If such a move took place again, I am sure the public reaction would be the same, and Congress's phones would be ringing off the hook and their email-boxes filling up, while protestors would be demonstrating and occupying congressional home offices. So I doubt if anything so Draconian - and unpopular - is likely to happen again, unless things get even more conflicted that is presently the case.
I got mine last year at Shenandoah National Park when I just turned 62. I was not aware that I could obtain a life time senior pass. The park ranger at the entrance reminded me. Really nice of her.
I, too, don't get the outrage. I'm missing the cutoff by a few months but will gladly pay if the occasion arises.

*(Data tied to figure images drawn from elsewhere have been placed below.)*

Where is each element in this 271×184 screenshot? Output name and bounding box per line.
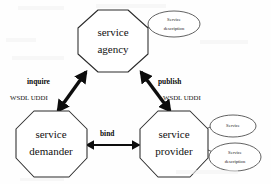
service-demander-label-line1: service <box>35 128 66 140</box>
service-provider-label-line1: service <box>158 128 189 140</box>
artifact-provider-description[interactable]: Service description <box>209 143 261 171</box>
service-agency-label-line2: agency <box>97 43 129 55</box>
inquire-arrow <box>58 72 86 111</box>
publish-label: publish <box>158 77 181 86</box>
provider-service-line1: Service <box>226 123 240 128</box>
service-agency-label-line1: service <box>97 26 128 38</box>
scan-artifact <box>18 6 64 10</box>
scan-artifact <box>96 4 166 8</box>
node-service-agency[interactable]: service agency <box>78 10 148 72</box>
agency-description-line2: description <box>164 26 185 31</box>
edge-inquire: inquire WSDL UDDI <box>10 72 86 111</box>
artifact-agency-description[interactable]: Service description <box>148 11 200 37</box>
artifact-provider-service[interactable]: Service <box>210 115 256 137</box>
provider-description-line1: Service <box>228 150 242 155</box>
publish-sublabel: WSDL UDDI <box>163 94 201 101</box>
scan-artifact <box>176 170 238 174</box>
bind-label: bind <box>100 129 115 138</box>
inquire-label: inquire <box>27 77 51 86</box>
service-demander-label-line2: demander <box>29 145 73 157</box>
provider-description-ellipse[interactable] <box>209 143 261 171</box>
scan-artifact <box>6 38 36 42</box>
service-provider-label-line2: provider <box>155 145 193 157</box>
service-agency-octagon[interactable] <box>78 10 148 72</box>
scan-artifact <box>20 178 64 181</box>
scan-artifact <box>12 56 64 60</box>
scan-artifact <box>200 40 248 44</box>
node-service-demander[interactable]: service demander <box>16 111 87 177</box>
agency-description-line1: Service <box>167 17 181 22</box>
inquire-sublabel: WSDL UDDI <box>10 94 48 101</box>
edge-publish: publish WSDL UDDI <box>141 72 201 111</box>
agency-description-ellipse[interactable] <box>148 11 200 37</box>
node-service-provider[interactable]: service provider <box>140 111 208 177</box>
edge-bind: bind <box>87 129 139 145</box>
provider-description-line2: description <box>225 159 246 164</box>
soa-triangle-diagram: inquire WSDL UDDI publish WSDL UDDI bind… <box>0 0 271 184</box>
diagram-canvas: inquire WSDL UDDI publish WSDL UDDI bind… <box>0 0 271 184</box>
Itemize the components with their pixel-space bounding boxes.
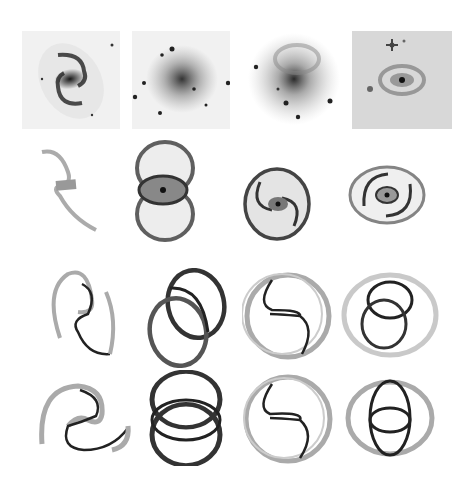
galaxy-photo-2: [132, 31, 230, 129]
orbit-model-face-on-4: [344, 378, 436, 458]
orbit-model-inclined-2: [142, 268, 232, 368]
galaxy-photo-4: [352, 31, 452, 129]
orbit-model-face-on-1: [38, 378, 134, 454]
galaxy-photo-1: [22, 31, 120, 129]
orbit-model-face-on-2: [146, 370, 226, 466]
orbit-model-inclined-3: [242, 270, 334, 362]
galaxy-photo-3: [242, 31, 342, 129]
simulation-4: [348, 164, 426, 226]
simulation-3: [242, 166, 312, 242]
simulation-1: [30, 140, 110, 240]
orbit-model-inclined-4: [340, 270, 440, 360]
orbit-model-face-on-3: [242, 374, 334, 464]
orbit-model-inclined-1: [48, 270, 124, 366]
simulation-2: [130, 138, 200, 244]
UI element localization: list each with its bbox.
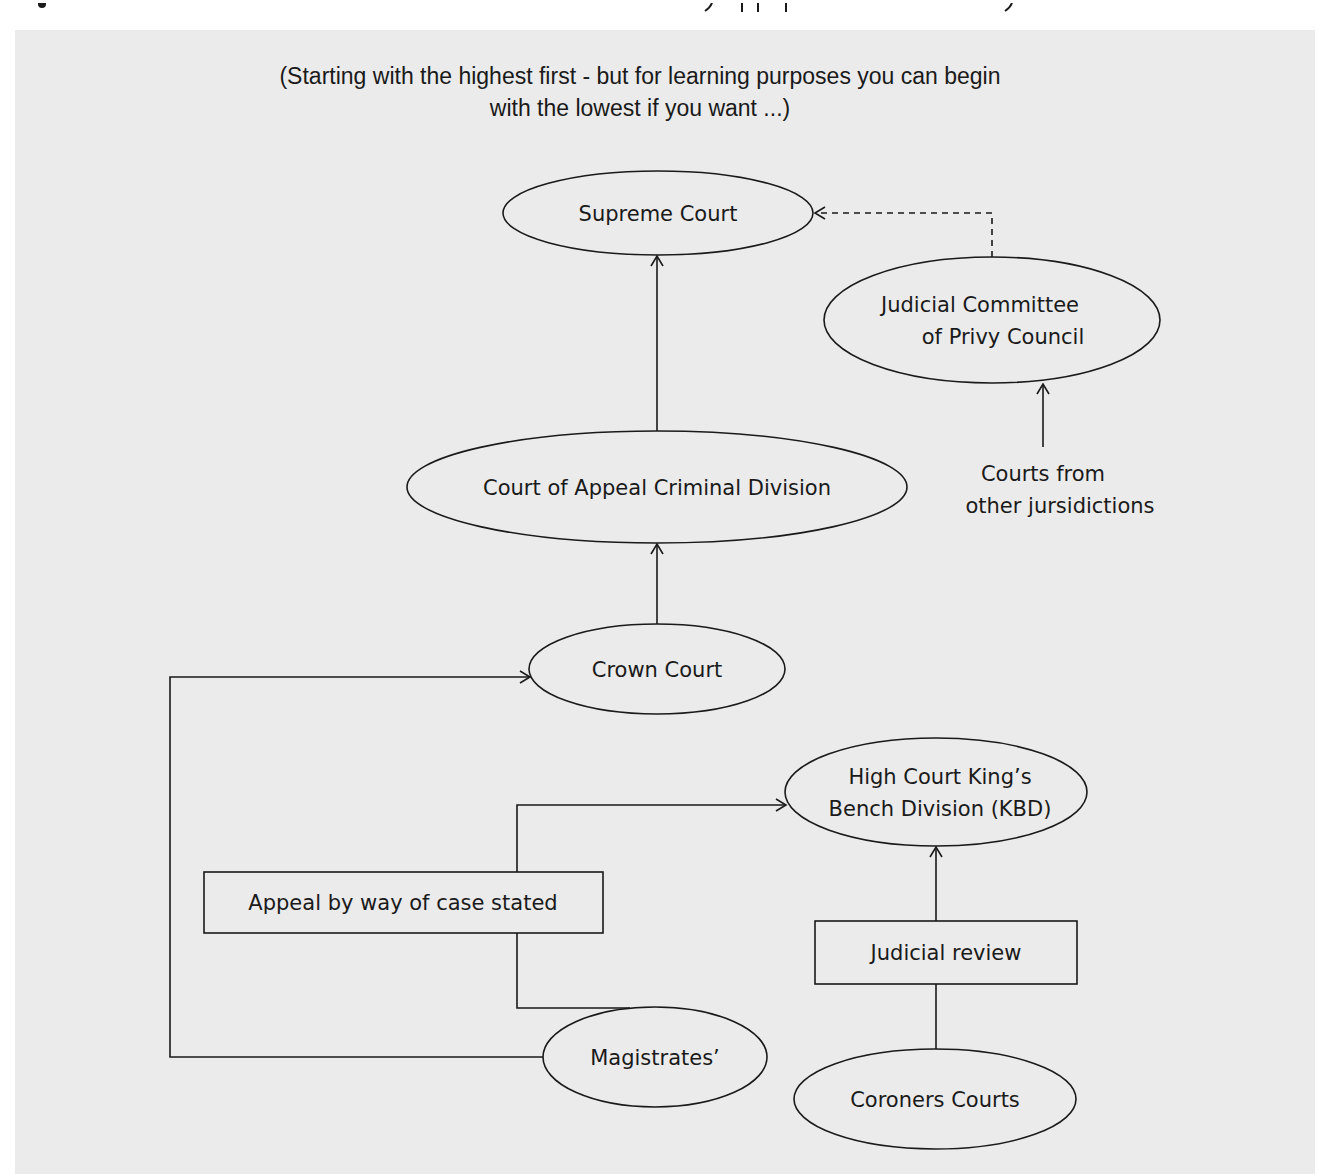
node-label-line-2: of Privy Council bbox=[922, 325, 1085, 349]
node-label: Court of Appeal Criminal Division bbox=[483, 476, 831, 500]
node-label: Coroners Courts bbox=[850, 1088, 1020, 1112]
node-label-line-2: Bench Division (KBD) bbox=[829, 797, 1052, 821]
node-label-line-1: Judicial Committee bbox=[879, 293, 1079, 317]
court-hierarchy-diagram: (Starting with the highest first - but f… bbox=[0, 0, 1339, 1174]
node-crown-court: Crown Court bbox=[529, 624, 785, 714]
ellipse-shape bbox=[824, 257, 1160, 383]
node-judicial-review: Judicial review bbox=[815, 921, 1077, 984]
header-line-2: with the lowest if you want ...) bbox=[489, 95, 790, 121]
node-label: Judicial review bbox=[869, 941, 1022, 965]
node-coroners-courts: Coroners Courts bbox=[794, 1049, 1076, 1149]
node-judicial-committee: Judicial Committee of Privy Council bbox=[824, 257, 1160, 383]
node-supreme-court: Supreme Court bbox=[503, 171, 813, 255]
edge-magistrates-to-crown-court bbox=[170, 677, 543, 1057]
node-label: Crown Court bbox=[592, 658, 723, 682]
node-high-court-kbd: High Court King’s Bench Division (KBD) bbox=[785, 738, 1087, 846]
header-line-1: (Starting with the highest first - but f… bbox=[279, 63, 1000, 89]
header: (Starting with the highest first - but f… bbox=[279, 63, 1000, 121]
edge-judicial-committee-to-supreme-court bbox=[815, 213, 992, 257]
node-appeal-case-stated: Appeal by way of case stated bbox=[204, 872, 603, 933]
node-court-of-appeal: Court of Appeal Criminal Division bbox=[407, 431, 907, 543]
ellipse-shape bbox=[785, 738, 1087, 846]
node-label-line-1: High Court King’s bbox=[848, 765, 1031, 789]
node-label: Supreme Court bbox=[579, 202, 738, 226]
node-label: Magistrates’ bbox=[590, 1046, 720, 1070]
node-label-line-2: other jursidictions bbox=[965, 494, 1154, 518]
node-label-line-1: Courts from bbox=[981, 462, 1105, 486]
node-magistrates: Magistrates’ bbox=[543, 1007, 767, 1107]
node-label: Appeal by way of case stated bbox=[248, 891, 557, 915]
node-other-jurisdictions: Courts from other jursidictions bbox=[965, 462, 1154, 518]
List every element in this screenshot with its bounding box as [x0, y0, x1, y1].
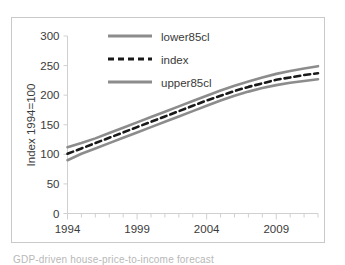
- legend-label-lower85cl: lower85cl: [161, 31, 210, 43]
- y-tick-label: 300: [40, 30, 59, 42]
- y-axis-ticks: [64, 36, 68, 214]
- chart-plot: 050100150200250300 1994199920042009 Inde…: [0, 0, 345, 265]
- y-tick-label: 50: [47, 178, 60, 190]
- y-tick-label: 150: [40, 119, 59, 131]
- x-axis-tick-labels: 1994199920042009: [55, 223, 289, 235]
- x-axis-ticks: [68, 214, 319, 220]
- x-tick-label: 1999: [124, 223, 150, 235]
- chart-legend: lower85clindexupper85cl: [108, 31, 212, 89]
- y-tick-label: 200: [40, 89, 59, 101]
- series-line-lower85cl: [68, 79, 319, 160]
- y-axis-title: Index 1994=100: [25, 84, 37, 167]
- x-tick-label: 1994: [55, 223, 81, 235]
- y-axis-tick-labels: 050100150200250300: [40, 30, 59, 220]
- x-tick-label: 2009: [263, 223, 289, 235]
- legend-label-index: index: [161, 54, 189, 66]
- figure-container: 050100150200250300 1994199920042009 Inde…: [0, 0, 345, 265]
- figure-caption: GDP-driven house-price-to-income forecas…: [13, 254, 333, 265]
- y-tick-label: 250: [40, 60, 59, 72]
- y-tick-label: 100: [40, 148, 59, 160]
- legend-label-upper85cl: upper85cl: [161, 77, 212, 89]
- axis-lines: [68, 36, 319, 214]
- y-tick-label: 0: [53, 208, 59, 220]
- x-tick-label: 2004: [194, 223, 220, 235]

As others have noted the Smokies are free but I am not joking when I say I would pay $800/year to access them. That works out to $15/week for 2-6 hours of happiness and relaxation. I'm not advocating a fee as most people have more limited funds, but I fail to see the outrage at $80. I donate more than that annually to Friends of the Smokies.
Giving away a lifetime of National Park visits (for a whole carload of people of any age as long as the driver is 62 or older) for the price of a cheeseburger is a poor use of government resources. It's worth every penny of $80.
Since I usually do car travel trips with my ferret, and most of these national parks won't allow pets inside the park, I head for the state parks instead.
Last time I drove up to the Visitor's station at Mesa Verde, they wouldn't allow me to take my little ferret into the park so no more national parks for me until they change their policies.